In what is one of the most significant events yet for uniquely challenging music out of North Texas, Pinkish Black has just had their track, “Bodies in Tow,” featured on Pitchfork today. Writer Brandon Stosuy described the band as:
A Forth Worth, TX duo mixing deathrock, drone, dark punk, Birthday Party exorcisms, and a fondness for Suicide…
He then mentions Om. I chatted briefly with the co-founder of the group’s label, Handmade Birds, R. Loren. He agrees with the comparison, stating, “How amazing it opens up at the end, after the Om-esque first half.”
However, he didn’t want to “over-paint” the two distinctly different groups, and said that the “Om thing really is only relevant for a small portion of the album, mostly the first song. After that it unravels: Birthday Party, Flipper, early Residents, Bauhaus, Swans.” That’s a very promising early album review by the label head, and it doesn’t get much better than that in the world of intense and difficult music.
Pitchfork also mentions that “Bodies in Tow” is a selection from the group’s eponymous debut record, which will be released in May via the Handmade Birds imprint. The dark and dense full-length was recorded by Denton’s Matt Barnhart, who tells me that Pinkish Black is his “favorite band I’ve ever recorded.” Sorry, other bands. Hopefully this is just the beginning of better things for band, label, and recording engineer alike; all three have been artistically powerful yet somewhat unappreciated forces in local music for some time now.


• [WHAT YOU NEED TO DO]:
Your answer should consist of the lines below that hold the word "lenders".

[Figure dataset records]
++++++++++

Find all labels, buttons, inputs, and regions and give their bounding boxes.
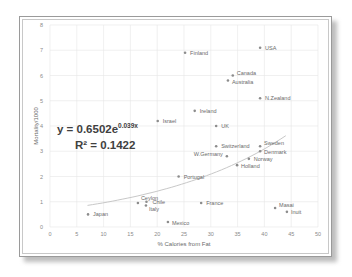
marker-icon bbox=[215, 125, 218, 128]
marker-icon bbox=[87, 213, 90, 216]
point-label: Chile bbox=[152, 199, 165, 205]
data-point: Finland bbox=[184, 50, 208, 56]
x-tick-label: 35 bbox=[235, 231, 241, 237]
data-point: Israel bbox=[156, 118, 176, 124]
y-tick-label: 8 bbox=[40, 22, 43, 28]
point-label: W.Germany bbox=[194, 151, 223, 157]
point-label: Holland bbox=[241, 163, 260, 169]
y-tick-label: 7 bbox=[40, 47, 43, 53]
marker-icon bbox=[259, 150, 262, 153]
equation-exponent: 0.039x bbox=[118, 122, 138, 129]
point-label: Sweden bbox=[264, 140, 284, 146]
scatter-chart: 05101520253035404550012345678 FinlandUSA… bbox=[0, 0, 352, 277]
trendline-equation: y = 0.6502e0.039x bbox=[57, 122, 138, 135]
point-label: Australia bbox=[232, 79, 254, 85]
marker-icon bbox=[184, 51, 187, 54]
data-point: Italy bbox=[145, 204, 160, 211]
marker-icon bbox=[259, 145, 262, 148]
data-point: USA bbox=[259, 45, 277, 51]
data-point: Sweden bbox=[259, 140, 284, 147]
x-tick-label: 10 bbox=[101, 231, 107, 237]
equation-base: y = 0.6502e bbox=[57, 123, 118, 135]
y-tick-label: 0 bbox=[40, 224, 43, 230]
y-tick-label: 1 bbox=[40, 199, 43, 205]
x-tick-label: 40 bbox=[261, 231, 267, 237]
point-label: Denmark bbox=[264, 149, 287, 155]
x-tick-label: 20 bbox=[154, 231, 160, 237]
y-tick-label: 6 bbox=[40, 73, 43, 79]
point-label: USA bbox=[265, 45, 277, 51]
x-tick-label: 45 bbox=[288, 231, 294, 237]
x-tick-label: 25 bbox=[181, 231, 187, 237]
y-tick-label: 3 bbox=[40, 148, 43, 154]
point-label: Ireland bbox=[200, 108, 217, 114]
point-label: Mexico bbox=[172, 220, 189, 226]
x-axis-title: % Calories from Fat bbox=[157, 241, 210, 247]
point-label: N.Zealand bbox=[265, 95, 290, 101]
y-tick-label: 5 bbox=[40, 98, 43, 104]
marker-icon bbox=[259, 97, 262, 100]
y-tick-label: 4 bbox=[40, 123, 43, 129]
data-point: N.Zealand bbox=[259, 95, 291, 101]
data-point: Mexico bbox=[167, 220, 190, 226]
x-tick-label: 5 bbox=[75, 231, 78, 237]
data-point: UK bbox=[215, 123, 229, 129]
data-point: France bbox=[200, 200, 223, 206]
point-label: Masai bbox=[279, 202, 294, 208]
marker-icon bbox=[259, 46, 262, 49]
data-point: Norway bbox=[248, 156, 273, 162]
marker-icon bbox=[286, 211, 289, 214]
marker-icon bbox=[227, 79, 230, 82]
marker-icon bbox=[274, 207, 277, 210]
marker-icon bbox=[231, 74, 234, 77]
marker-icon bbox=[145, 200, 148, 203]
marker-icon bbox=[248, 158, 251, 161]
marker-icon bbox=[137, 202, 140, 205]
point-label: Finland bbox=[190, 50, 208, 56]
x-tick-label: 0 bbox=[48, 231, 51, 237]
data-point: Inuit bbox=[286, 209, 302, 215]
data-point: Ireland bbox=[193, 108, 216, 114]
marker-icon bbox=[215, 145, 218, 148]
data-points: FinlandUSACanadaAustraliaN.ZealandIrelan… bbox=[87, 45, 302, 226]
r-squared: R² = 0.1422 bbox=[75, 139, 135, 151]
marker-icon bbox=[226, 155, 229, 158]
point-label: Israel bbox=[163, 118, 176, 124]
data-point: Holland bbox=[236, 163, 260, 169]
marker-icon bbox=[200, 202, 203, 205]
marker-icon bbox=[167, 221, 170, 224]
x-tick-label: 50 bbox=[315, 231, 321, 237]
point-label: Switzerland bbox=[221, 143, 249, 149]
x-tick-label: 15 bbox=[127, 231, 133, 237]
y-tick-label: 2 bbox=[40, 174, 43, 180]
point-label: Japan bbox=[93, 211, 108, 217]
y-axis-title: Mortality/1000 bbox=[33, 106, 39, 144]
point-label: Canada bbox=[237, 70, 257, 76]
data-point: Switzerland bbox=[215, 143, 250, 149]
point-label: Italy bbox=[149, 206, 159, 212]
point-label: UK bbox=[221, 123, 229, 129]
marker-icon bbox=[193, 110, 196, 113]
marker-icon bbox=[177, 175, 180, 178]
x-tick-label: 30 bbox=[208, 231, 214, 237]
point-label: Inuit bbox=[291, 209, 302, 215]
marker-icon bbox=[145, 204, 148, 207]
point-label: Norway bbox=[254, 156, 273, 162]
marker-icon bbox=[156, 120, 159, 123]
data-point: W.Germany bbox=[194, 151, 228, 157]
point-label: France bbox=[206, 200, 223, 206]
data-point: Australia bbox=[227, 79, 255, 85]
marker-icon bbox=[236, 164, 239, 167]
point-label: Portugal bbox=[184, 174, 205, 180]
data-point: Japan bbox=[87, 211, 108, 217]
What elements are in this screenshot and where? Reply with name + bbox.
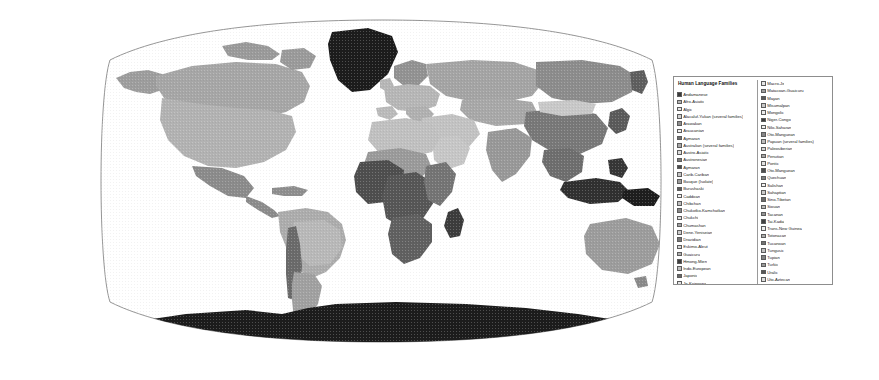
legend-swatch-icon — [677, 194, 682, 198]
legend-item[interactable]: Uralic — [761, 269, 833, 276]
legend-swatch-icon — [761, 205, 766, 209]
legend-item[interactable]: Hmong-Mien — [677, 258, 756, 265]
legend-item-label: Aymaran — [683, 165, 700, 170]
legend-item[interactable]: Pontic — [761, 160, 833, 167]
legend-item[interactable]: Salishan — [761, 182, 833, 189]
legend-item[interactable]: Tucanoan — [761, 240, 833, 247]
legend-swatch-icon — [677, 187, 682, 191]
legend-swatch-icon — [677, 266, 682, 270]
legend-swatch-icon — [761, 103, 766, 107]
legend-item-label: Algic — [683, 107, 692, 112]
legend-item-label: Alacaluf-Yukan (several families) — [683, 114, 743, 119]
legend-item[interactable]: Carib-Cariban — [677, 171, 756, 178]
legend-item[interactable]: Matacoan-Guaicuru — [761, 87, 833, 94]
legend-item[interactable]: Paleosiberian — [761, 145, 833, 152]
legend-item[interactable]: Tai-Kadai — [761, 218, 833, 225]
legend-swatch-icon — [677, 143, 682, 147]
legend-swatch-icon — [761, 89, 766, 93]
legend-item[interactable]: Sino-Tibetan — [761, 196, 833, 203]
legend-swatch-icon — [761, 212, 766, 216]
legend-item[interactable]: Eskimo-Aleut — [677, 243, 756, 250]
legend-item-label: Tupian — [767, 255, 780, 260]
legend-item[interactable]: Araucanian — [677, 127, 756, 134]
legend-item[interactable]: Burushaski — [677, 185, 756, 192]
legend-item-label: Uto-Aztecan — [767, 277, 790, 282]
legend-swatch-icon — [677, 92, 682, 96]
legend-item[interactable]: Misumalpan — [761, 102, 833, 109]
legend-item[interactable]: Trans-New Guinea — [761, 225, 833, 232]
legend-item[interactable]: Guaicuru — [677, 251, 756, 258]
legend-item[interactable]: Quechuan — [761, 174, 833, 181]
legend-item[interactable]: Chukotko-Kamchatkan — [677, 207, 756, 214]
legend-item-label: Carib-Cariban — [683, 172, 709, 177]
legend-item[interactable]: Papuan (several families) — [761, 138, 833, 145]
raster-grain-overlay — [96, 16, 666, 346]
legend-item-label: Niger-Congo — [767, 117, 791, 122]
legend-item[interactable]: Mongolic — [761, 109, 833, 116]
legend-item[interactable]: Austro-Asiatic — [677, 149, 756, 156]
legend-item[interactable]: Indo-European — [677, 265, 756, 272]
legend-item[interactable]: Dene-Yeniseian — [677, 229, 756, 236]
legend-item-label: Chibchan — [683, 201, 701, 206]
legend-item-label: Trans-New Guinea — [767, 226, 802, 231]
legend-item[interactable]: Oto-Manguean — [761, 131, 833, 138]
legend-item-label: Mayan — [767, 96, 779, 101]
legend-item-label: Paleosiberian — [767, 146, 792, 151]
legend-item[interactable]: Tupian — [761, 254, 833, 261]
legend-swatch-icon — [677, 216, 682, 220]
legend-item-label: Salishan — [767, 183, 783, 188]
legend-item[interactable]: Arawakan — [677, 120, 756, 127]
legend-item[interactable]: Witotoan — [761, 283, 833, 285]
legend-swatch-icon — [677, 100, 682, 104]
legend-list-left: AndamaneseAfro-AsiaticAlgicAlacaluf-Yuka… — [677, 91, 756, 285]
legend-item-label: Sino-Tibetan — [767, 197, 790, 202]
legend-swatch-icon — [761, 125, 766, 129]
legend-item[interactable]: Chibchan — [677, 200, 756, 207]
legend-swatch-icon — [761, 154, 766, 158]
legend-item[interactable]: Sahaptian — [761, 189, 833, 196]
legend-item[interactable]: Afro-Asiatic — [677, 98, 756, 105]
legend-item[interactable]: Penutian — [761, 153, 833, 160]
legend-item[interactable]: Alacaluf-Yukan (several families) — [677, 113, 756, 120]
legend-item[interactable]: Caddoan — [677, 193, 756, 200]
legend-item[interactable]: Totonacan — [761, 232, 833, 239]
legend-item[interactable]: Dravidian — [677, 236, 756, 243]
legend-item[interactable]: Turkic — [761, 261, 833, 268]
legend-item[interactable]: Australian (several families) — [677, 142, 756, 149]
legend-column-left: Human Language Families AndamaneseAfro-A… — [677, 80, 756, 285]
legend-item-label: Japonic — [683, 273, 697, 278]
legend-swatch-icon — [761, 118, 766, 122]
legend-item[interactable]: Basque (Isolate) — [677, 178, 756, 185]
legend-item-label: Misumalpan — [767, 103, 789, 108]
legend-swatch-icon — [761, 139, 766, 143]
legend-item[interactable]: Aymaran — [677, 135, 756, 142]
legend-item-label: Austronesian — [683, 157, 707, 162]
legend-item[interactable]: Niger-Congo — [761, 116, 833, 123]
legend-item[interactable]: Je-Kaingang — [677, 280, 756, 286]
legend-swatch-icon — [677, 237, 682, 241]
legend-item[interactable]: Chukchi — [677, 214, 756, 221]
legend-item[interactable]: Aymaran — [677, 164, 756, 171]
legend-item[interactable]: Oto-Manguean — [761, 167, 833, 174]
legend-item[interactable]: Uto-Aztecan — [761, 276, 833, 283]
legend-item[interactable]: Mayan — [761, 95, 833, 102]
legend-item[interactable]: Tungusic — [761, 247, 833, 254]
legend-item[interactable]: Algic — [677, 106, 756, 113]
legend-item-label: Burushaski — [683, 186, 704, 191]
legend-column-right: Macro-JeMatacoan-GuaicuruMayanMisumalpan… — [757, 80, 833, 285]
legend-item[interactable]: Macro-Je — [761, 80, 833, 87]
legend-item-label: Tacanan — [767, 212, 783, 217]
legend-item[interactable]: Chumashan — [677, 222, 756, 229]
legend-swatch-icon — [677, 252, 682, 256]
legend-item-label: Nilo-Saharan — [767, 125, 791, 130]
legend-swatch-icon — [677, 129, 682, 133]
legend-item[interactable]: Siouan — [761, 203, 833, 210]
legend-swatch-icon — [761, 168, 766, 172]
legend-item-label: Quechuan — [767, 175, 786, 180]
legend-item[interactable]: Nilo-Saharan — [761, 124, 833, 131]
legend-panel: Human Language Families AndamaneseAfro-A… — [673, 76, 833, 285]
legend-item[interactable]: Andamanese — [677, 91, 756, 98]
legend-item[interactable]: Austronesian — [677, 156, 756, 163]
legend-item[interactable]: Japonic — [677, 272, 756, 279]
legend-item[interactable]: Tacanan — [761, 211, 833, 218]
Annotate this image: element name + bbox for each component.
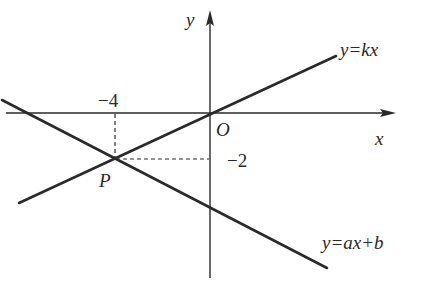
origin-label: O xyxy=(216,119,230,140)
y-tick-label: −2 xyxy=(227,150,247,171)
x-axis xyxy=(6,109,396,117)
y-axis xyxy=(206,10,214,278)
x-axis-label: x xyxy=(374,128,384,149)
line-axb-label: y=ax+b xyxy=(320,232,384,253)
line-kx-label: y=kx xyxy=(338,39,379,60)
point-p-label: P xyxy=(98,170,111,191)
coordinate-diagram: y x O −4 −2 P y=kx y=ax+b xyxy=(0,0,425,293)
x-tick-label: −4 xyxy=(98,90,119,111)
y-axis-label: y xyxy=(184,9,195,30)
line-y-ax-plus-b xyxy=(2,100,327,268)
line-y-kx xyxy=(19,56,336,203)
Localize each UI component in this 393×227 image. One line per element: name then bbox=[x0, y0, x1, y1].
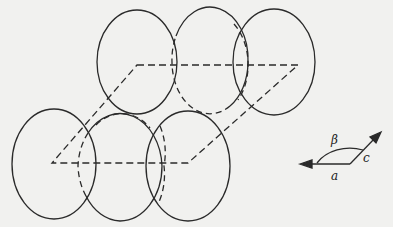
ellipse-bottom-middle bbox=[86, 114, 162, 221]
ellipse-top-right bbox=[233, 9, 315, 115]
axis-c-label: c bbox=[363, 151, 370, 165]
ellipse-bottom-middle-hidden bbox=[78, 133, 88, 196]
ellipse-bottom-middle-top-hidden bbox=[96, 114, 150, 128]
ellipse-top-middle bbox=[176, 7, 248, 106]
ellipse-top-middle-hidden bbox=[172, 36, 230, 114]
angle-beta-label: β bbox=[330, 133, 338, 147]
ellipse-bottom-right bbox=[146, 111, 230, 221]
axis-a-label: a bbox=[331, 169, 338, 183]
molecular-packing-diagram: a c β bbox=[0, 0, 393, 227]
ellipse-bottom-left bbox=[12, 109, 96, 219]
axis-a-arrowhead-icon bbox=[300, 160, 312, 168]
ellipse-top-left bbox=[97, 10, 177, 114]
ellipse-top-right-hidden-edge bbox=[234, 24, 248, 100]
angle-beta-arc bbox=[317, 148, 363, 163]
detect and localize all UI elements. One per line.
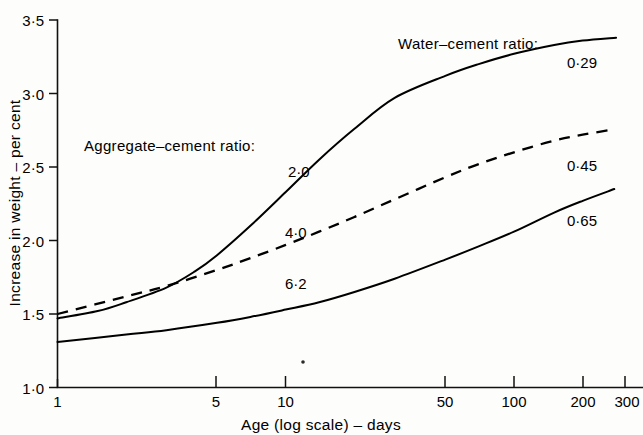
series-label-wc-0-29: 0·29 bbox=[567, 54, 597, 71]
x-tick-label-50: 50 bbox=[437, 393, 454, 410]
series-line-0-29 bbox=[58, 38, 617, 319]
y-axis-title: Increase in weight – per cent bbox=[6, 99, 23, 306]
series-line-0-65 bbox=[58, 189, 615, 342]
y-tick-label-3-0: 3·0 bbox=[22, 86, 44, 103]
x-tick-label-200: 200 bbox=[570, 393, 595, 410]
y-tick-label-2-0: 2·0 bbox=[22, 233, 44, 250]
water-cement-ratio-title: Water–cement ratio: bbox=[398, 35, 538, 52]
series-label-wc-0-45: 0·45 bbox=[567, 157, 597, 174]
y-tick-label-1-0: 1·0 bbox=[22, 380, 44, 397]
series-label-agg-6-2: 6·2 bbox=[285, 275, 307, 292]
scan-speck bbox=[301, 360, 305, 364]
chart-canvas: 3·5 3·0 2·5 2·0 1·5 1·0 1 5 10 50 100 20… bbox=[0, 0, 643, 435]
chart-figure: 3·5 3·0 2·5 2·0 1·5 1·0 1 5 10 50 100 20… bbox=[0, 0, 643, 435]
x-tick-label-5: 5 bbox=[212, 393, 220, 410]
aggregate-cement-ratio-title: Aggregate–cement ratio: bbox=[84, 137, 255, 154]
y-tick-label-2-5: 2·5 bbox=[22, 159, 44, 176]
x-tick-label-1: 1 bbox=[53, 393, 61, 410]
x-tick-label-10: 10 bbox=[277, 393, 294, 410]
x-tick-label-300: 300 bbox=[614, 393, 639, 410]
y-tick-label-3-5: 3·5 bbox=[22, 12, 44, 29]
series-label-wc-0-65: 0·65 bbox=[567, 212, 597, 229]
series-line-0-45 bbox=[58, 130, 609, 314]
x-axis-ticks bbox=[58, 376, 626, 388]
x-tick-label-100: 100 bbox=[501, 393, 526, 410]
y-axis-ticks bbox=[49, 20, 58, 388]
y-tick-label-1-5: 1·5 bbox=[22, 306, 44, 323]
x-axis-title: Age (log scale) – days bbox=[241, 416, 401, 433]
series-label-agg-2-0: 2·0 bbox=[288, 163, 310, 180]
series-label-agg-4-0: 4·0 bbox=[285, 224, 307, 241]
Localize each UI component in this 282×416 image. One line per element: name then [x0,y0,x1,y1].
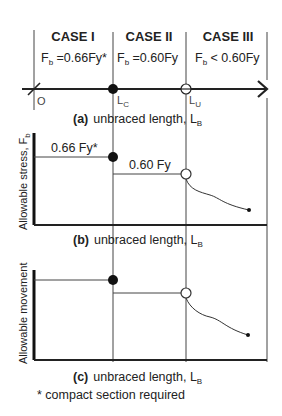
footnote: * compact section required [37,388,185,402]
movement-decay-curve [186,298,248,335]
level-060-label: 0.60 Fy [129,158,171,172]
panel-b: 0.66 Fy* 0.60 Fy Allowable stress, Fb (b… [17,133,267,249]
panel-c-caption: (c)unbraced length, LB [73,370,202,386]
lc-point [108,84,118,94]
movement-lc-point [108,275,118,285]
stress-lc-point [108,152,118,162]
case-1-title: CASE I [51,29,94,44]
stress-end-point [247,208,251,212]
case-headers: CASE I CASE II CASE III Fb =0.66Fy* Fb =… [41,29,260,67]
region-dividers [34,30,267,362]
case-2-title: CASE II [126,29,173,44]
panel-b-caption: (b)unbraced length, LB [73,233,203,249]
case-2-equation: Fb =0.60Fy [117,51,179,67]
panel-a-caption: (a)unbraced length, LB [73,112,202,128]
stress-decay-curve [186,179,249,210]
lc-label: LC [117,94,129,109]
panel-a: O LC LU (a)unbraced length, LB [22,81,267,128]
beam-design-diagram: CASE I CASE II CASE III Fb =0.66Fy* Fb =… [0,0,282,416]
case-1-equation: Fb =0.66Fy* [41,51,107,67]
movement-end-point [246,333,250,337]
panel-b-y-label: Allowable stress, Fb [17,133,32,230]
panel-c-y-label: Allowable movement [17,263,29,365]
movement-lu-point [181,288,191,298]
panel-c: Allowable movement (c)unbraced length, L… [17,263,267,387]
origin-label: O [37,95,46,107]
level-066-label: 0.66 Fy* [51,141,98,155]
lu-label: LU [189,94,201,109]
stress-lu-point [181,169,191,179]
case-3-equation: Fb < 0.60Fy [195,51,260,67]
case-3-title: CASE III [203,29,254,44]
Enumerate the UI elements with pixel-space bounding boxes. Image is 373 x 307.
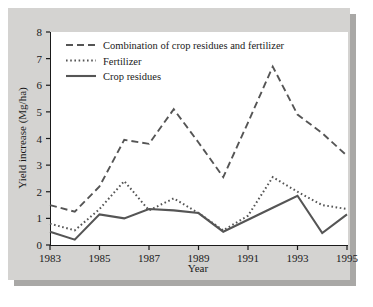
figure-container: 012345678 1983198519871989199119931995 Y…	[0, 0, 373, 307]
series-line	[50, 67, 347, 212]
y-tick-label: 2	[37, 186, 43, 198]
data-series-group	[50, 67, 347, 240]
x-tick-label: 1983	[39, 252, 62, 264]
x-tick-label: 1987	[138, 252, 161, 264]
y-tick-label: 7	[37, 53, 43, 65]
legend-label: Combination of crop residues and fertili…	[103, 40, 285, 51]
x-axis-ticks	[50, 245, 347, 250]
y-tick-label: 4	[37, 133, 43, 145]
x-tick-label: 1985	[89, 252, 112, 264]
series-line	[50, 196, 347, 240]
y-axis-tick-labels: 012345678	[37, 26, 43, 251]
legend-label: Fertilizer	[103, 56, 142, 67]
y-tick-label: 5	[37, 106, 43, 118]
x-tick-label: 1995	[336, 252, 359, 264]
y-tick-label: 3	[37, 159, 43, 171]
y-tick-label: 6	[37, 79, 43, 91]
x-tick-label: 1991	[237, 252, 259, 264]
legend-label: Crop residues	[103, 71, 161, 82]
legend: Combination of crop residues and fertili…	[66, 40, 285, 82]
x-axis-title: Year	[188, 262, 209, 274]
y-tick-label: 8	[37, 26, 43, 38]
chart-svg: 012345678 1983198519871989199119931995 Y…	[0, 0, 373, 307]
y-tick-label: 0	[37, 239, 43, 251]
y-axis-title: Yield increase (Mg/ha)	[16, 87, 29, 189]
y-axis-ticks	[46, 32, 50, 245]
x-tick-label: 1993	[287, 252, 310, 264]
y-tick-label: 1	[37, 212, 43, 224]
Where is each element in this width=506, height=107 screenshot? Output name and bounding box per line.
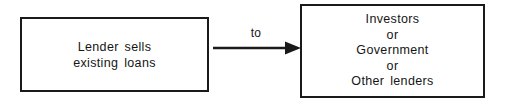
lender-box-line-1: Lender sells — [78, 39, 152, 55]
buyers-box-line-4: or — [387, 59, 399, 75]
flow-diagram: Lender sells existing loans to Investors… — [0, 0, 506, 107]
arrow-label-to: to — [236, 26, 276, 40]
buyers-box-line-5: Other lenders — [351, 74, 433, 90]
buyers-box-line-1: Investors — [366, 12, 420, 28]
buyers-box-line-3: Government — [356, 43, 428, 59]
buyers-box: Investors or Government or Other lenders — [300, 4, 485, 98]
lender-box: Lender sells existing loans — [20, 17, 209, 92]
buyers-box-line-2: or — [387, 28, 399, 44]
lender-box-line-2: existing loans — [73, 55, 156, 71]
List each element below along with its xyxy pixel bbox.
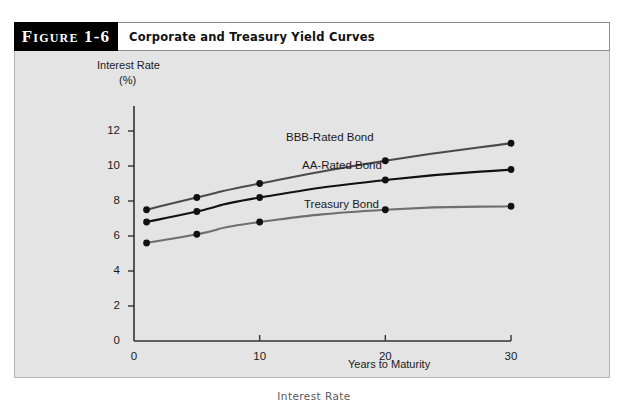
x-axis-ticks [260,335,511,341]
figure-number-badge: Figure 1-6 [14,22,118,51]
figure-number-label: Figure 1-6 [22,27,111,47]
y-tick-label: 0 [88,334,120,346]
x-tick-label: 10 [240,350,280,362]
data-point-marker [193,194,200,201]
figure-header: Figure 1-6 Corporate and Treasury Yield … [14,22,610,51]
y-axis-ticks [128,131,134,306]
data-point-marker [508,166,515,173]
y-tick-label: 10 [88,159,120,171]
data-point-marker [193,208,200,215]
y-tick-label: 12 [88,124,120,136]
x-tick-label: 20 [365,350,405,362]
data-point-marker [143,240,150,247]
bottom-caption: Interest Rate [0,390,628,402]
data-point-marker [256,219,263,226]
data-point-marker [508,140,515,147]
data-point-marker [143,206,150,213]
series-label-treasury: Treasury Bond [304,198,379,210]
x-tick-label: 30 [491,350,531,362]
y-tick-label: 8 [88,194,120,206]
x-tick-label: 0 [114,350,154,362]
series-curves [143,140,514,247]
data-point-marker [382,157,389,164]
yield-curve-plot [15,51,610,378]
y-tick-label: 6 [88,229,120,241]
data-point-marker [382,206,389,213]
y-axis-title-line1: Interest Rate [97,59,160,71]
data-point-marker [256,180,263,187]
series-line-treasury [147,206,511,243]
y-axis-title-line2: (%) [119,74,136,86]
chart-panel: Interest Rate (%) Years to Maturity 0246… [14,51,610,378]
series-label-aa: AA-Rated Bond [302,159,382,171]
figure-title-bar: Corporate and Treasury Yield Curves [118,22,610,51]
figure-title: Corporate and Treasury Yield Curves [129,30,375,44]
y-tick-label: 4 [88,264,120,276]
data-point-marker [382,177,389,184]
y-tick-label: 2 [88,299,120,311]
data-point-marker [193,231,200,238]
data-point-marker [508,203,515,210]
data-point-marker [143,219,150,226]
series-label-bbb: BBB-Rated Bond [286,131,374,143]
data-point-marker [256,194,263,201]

++++++++++

• [ANSWER FOR THE TASK]:
buyers-box-line-5: Other lenders — [351, 74, 433, 90]
buyers-box: Investors or Government or Other lenders — [300, 4, 485, 98]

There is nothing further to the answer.